The internet barely contains enough pixels to describe everything that has gone wrong with the rollout of Obamacare’s exchanges, but even in a disaster of this scope, the price tag for Vermont’s exchange stands out:
Vermont Health Connect, the state’s $170 million exchange, is “one of the most functional in the country,” according to Gov. Peter Shumlin. That’s conceivably true, since most if not all of the other exchanges are in serious trouble, but the Gartner report concluded that Vermont Health Connect “should be considered in RED status due to significant risks to meeting the Oct. 1 deadline for Go-Live.”
The statutory deadline of Oct. 1 has long since gone by, but Vermont Health Connect remains essentially inoperative. You can review the Obamacare-approved insurance plans offered for 2014, but you can’t buy one. Kyle Midura of WCAX-TV observed on the Oct. 18 “Vermont This Week” program that site visitors “almost inevitably get an error message.”
Vermont has 626,000 residents. A $170 million exchange is $272 for every man, woman and child in the state. And this, for a state that already had fairly long track record of efforts to impose government control and sponsorship of health insurance, from Howard Dean’s push for community-rated health plans and Medicaid expansion in the 1990s (Dean cited Vermont as a model in his progressive-backed 2004 Presidential campaign) to a state rate-setting board established by Shumlin in 2011. This vast federal addition to a cluttered state healthcare landscape comes at a price tag that beggars belief.
And the failure of that website presents serious problems when it interacts with that landscape:
[F]or many tens of thousands of Vermonters there are real-world consequences to not being able to buy health insurance on Vermont Health Connect. Thanks to a unique monopoly feature of Vermont’s Act 171 (2012), Vermonters who are thwarted by an inoperative exchange site cannot choose to continue their present coverage with their present insurer. This monopoly feature, in force in no other state, applies to currently insured individual purchasers and small business groups of up to 50 employees.
The reason for the monopoly is that Governor Shumlin and his single-payer allies are trying everything possible to lure or force people into the exchange before 2017. On that date state-run, taxpayer-financed Green Mountain Care is supposed to replace all health insurance.
This $3 billion-plus single-payer plan will be financed in large measure with a federal block grant equal to the sum of all the Obamacare tax credits paid on behalf of the people buying through Vermont Health Connect.
Now, national politics can’t save Vermonters from their own self-inflicted woes, but even in the most socialist precincts of the Green Mountain State, it has to be apparent that the addition of the federal exchange is just one more colossal boondoggle taxpayers can’t afford.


Action item: Quote the entries word for word. Omit the pictures.

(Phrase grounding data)

= = =

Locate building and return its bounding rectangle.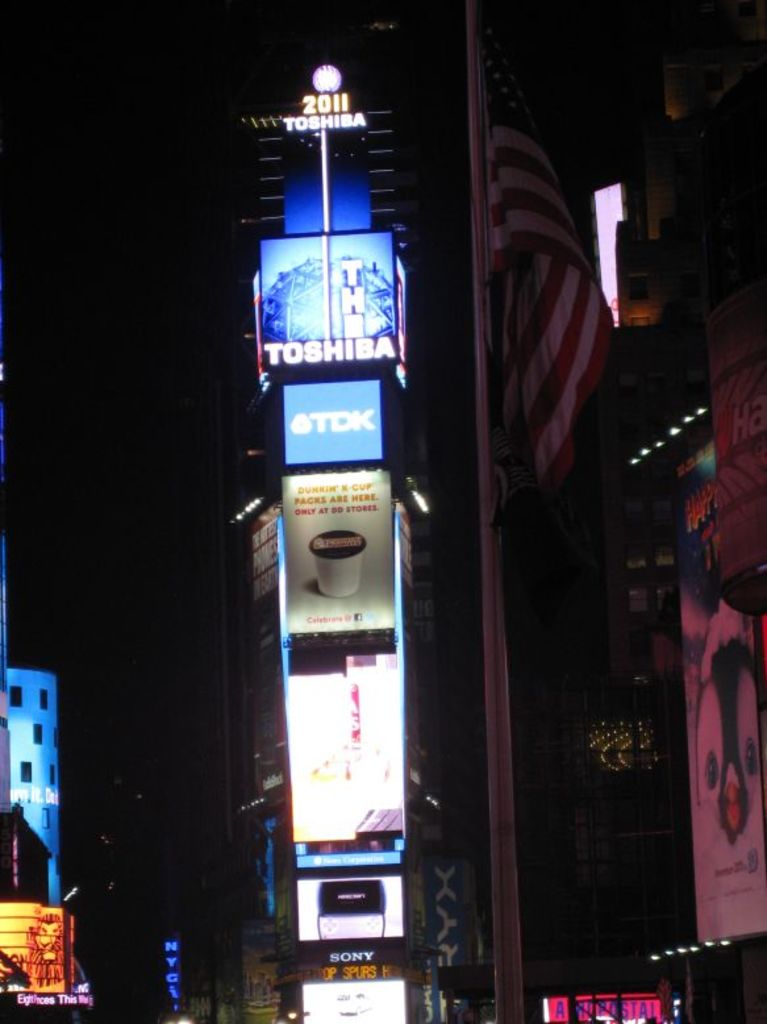
x1=0 y1=322 x2=101 y2=1023.
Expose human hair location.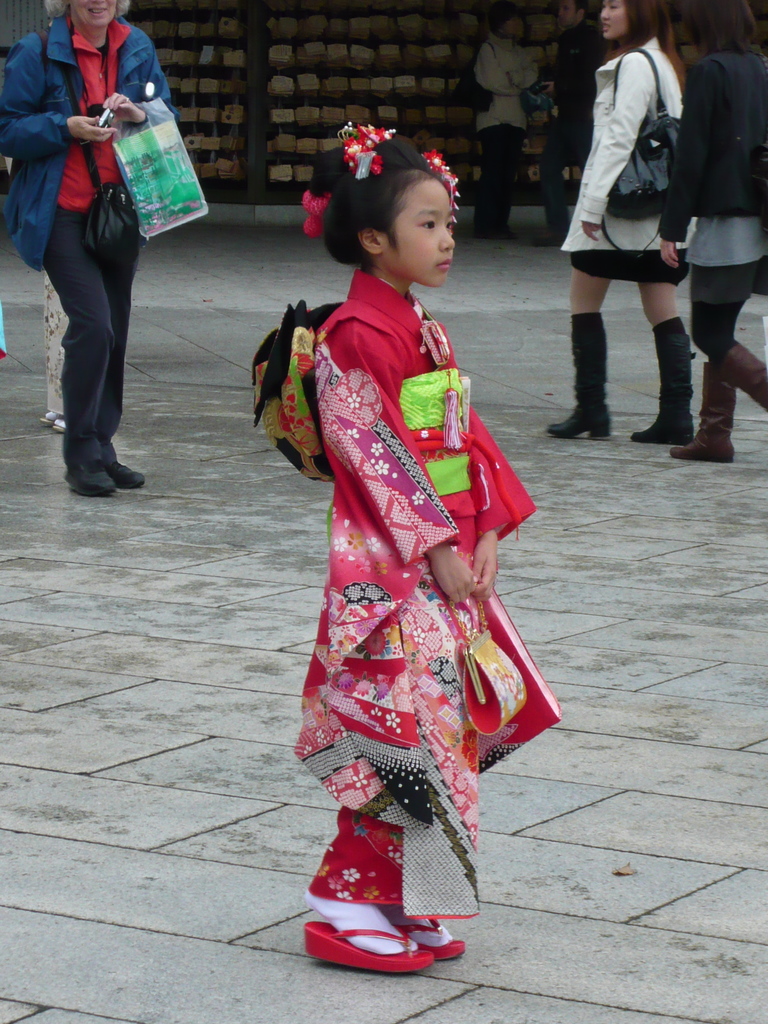
Exposed at [x1=693, y1=0, x2=765, y2=56].
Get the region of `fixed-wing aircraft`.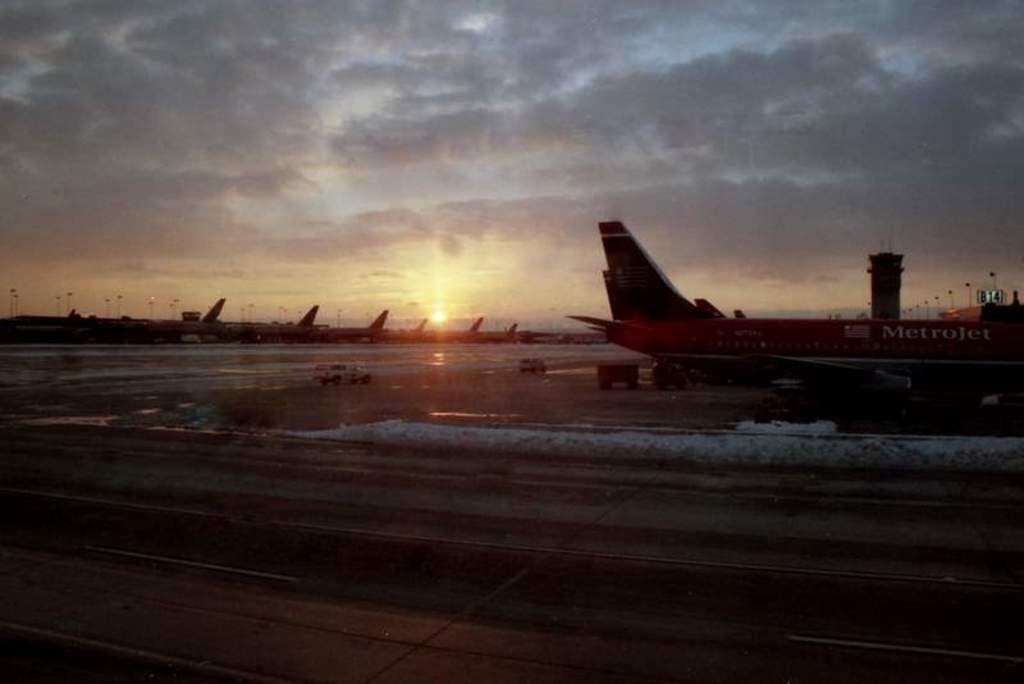
pyautogui.locateOnScreen(140, 298, 229, 342).
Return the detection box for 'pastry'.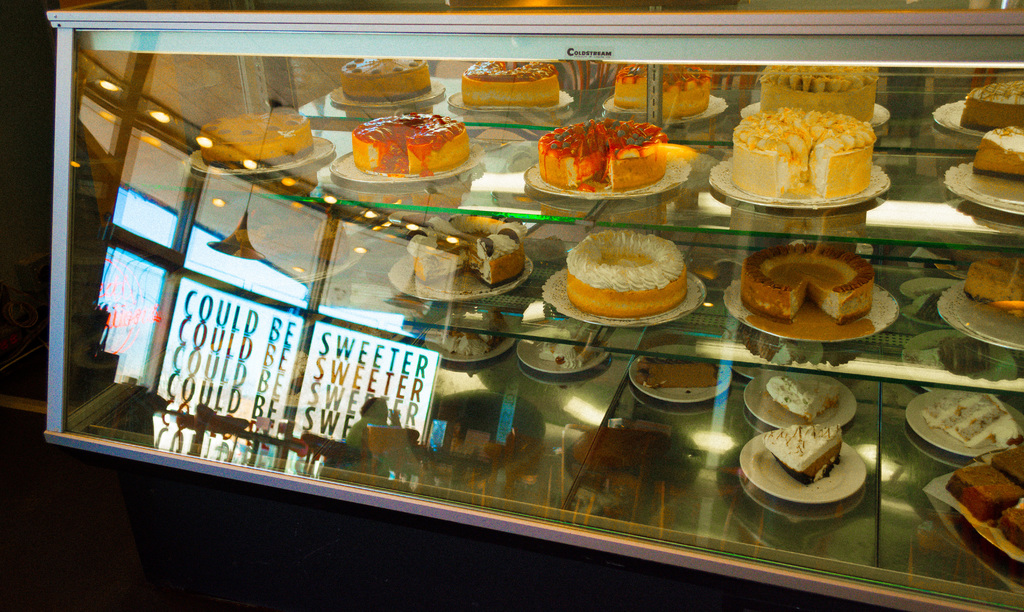
948 462 1023 525.
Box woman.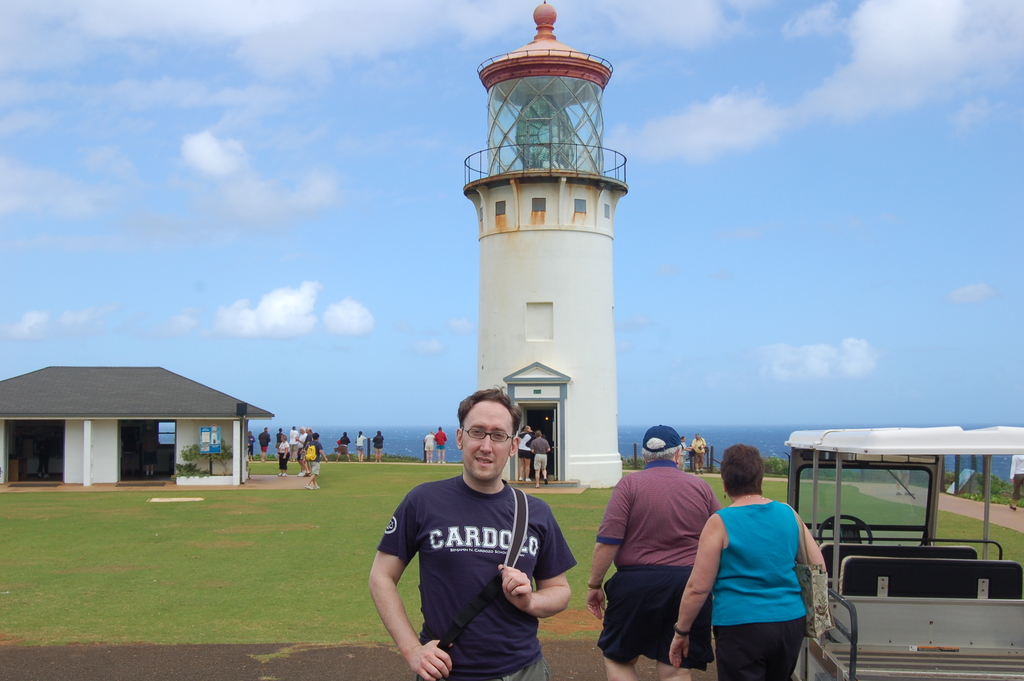
region(518, 425, 531, 482).
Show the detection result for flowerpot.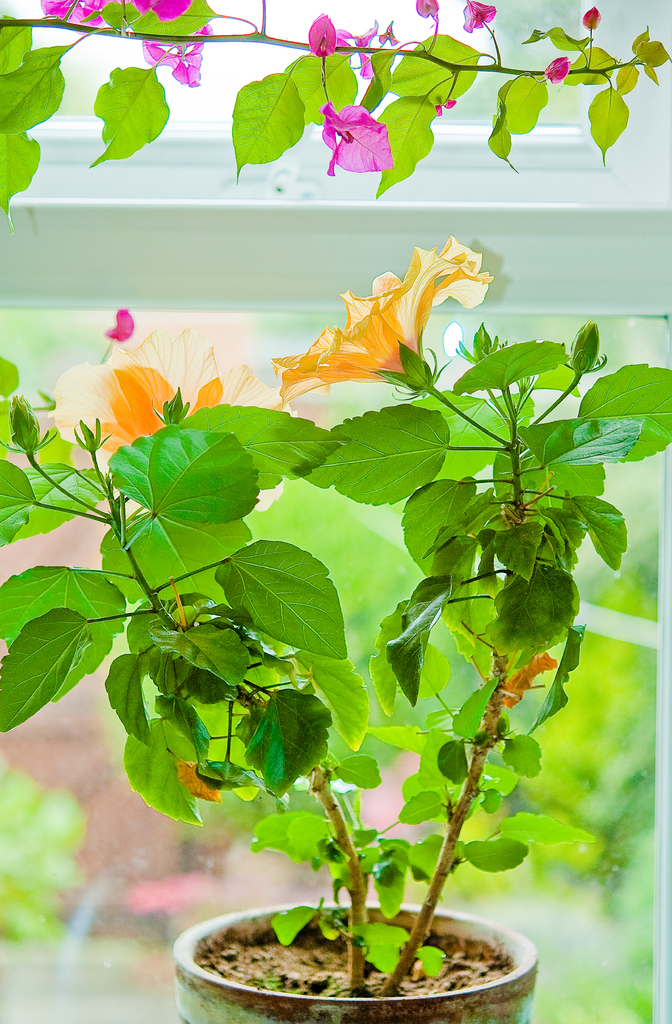
bbox=(172, 900, 541, 1023).
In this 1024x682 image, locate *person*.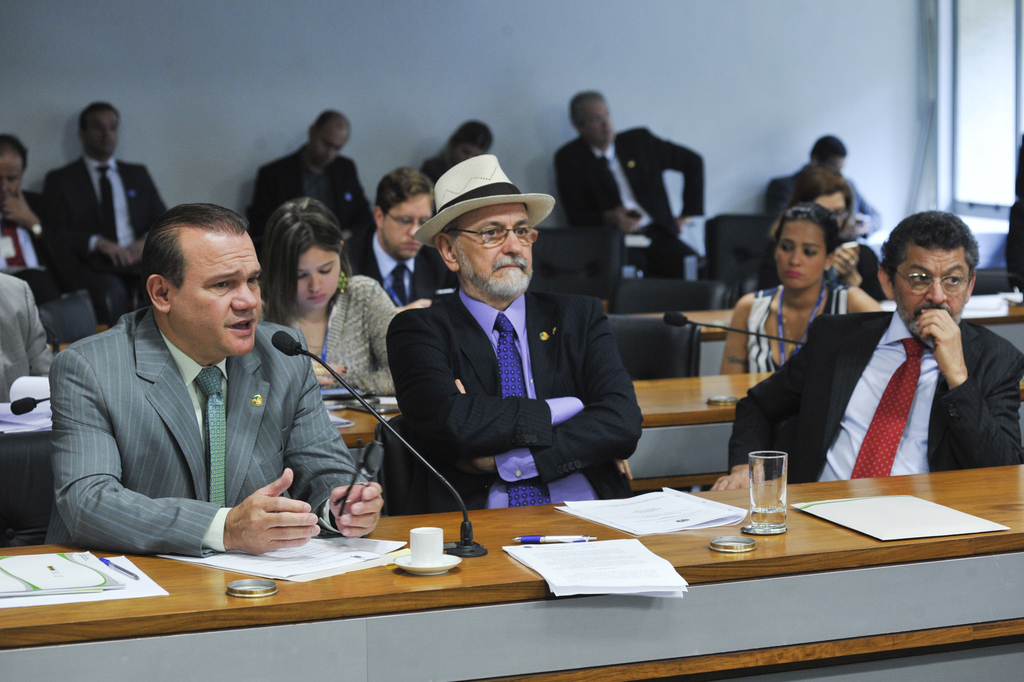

= = =

Solution for this problem:
Locate building and return its bounding rectangle.
x1=0 y1=322 x2=101 y2=1023.
Expose human hair location.
Exposed at [x1=693, y1=0, x2=765, y2=56].
Get the region of `fixed-wing aircraft`.
pyautogui.locateOnScreen(140, 298, 229, 342).
Return the detection box for 'pastry'.
948 462 1023 525.
Box woman.
region(518, 425, 531, 482).
Show the detection result for flowerpot.
bbox=(172, 900, 541, 1023).
In this 1024x682 image, locate *person*.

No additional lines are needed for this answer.